At time of writing (mid-2003) there is not yet support for Tcl debugging from within Emacs. The design of Tcl is such that it seems unlikely to be added.
Once you've corrected your program's syntax and fixed its runtime bugs, you may want to save the changes into a version-controlled archive. If you've only tried running version-control tools from the shell, it's hard to blame you for sloughing off this important step. Who wants to have to remember to run checkout/checkin commands around every edit operation?
Fortunately, Emacs offers help here too. Code built into Emacs implements a simple-to-use front end for SCCS, RCS, CVS, or Subversion. The single command Ctl-x v v tries to deduce the next logical version-control operation to do on the file you are visiting. The operations this includes are registering a file, checking out and locking it, and checking it back in (accepting a change comment in a pop-up buffer).[139]

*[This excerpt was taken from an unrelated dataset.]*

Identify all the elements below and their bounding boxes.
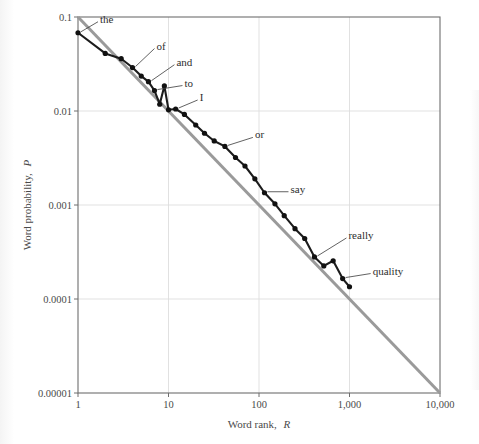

Emacs also helps you view the change history of version-controlled files, and helps you back out changes you don't want. It makes it easy to apply version-control operations to whole sets or project directory trees of files. In general, it does a pretty good job of making version-control operations painless.

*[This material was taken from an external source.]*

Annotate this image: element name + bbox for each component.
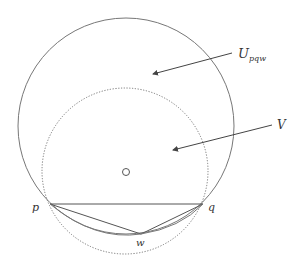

The implications of these features are larger than you might guess before you've gotten used to it. You'll find, once you get used to fast and easy version control, that it's extremely liberating. Because you know you can always revert to a known-good state, you'll find you feel more free to develop in a fluid and exploratory way, trying lots of changes out to see their effects.
Surprise...this is perhaps the only phase of the development cycle in which Emacs front-ending does not offer substantial help. Profiling is an intrinsically batchy operation — instrument your program, run it, view the statistics, speed-tune the code with an editor, repeat. There isn't much room for Emacs leverage in the profiling-specific parts of this cycle.

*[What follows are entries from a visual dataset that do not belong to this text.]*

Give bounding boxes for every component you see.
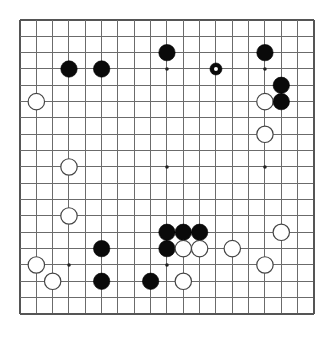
star-point	[263, 67, 267, 71]
black-stone[interactable]	[93, 273, 109, 289]
black-stone[interactable]	[273, 93, 289, 109]
black-stone[interactable]	[93, 61, 109, 77]
black-stone[interactable]	[175, 224, 191, 240]
white-stone[interactable]	[224, 240, 240, 256]
black-stone[interactable]	[159, 224, 175, 240]
white-stone[interactable]	[44, 273, 60, 289]
white-stone[interactable]	[257, 126, 273, 142]
white-stone[interactable]	[61, 208, 77, 224]
white-stone[interactable]	[61, 159, 77, 175]
black-stone[interactable]	[142, 273, 158, 289]
stone-marker-dot	[214, 67, 218, 71]
white-stone[interactable]	[257, 257, 273, 273]
black-stone[interactable]	[273, 77, 289, 93]
star-point	[263, 165, 267, 169]
black-stone[interactable]	[159, 44, 175, 60]
white-stone[interactable]	[175, 240, 191, 256]
black-stone[interactable]	[257, 44, 273, 60]
white-stone[interactable]	[175, 273, 191, 289]
black-stone[interactable]	[61, 61, 77, 77]
star-point	[165, 263, 169, 267]
white-stone[interactable]	[273, 224, 289, 240]
white-stone[interactable]	[257, 93, 273, 109]
star-point	[165, 165, 169, 169]
black-stone[interactable]	[93, 240, 109, 256]
star-point	[165, 67, 169, 71]
black-stone[interactable]	[191, 224, 207, 240]
white-stone[interactable]	[28, 93, 44, 109]
go-board-diagram	[0, 0, 334, 341]
white-stone[interactable]	[28, 257, 44, 273]
black-stone[interactable]	[159, 240, 175, 256]
star-point	[67, 263, 71, 267]
white-stone[interactable]	[191, 240, 207, 256]
go-board-svg[interactable]	[0, 0, 334, 341]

Nevertheless, there's a good tutorial reason for us to think about Emacs and profiling. If you found yourself analyzing a lot of profiling reports, it might pay you to write a mode in which a mouse click or keystroke on a profile report line visited the source of the relevant function. This actually would be fairly easy to do using the Emacs ‘tags’ code. In fact, by the time you read this, some other reader may already have written such a mode and contributed it to the public Emacs code base.
The real point here is again a philosophical one. Don't drudge — drudging wastes your time and productivity! If you find yourself spending a lot of time on the low-level mechanical parts of development, step back. Apply the Unix philosophy. Use your toolkit to automate or semi-automate the task.
Then give back something in return for all you've inherited, by posting your solution as open-source software to the Internet. Help liberate your fellow programmers from drudgery, too.
Earlier in this chapter we asserted that Emacs can give you capabilities resembling those of a conventional integrated development environment, only better. By now you should have enough facts in hand to see how that can be true. You can run entire development projects from inside Emacs, driving the low-level mechanics with a few keystrokes and saving yourself the mental effort and disruption of constantly switching contexts.
The Emacs-enabled development style trades away some capabilities of advanced IDEs, like graphical views of program structure. But those are frills. What Emacs gives you in return is flexibility and control. You're not limited by the imagination of the IDE designer: you can tweak, customize, and add task-related intelligence using Emacs Lisp. Also, Emacs is better at supporting mixed-language development than conventional IDEs.
Finally, you're not limited to accepting what one small group of IDE developers sees fit to support. By keeping an eye on the open-source community, you can benefit from the work of thousands of your peers, Emacs-using developers facing challenges much like yours. This is much more effective — and much more fun.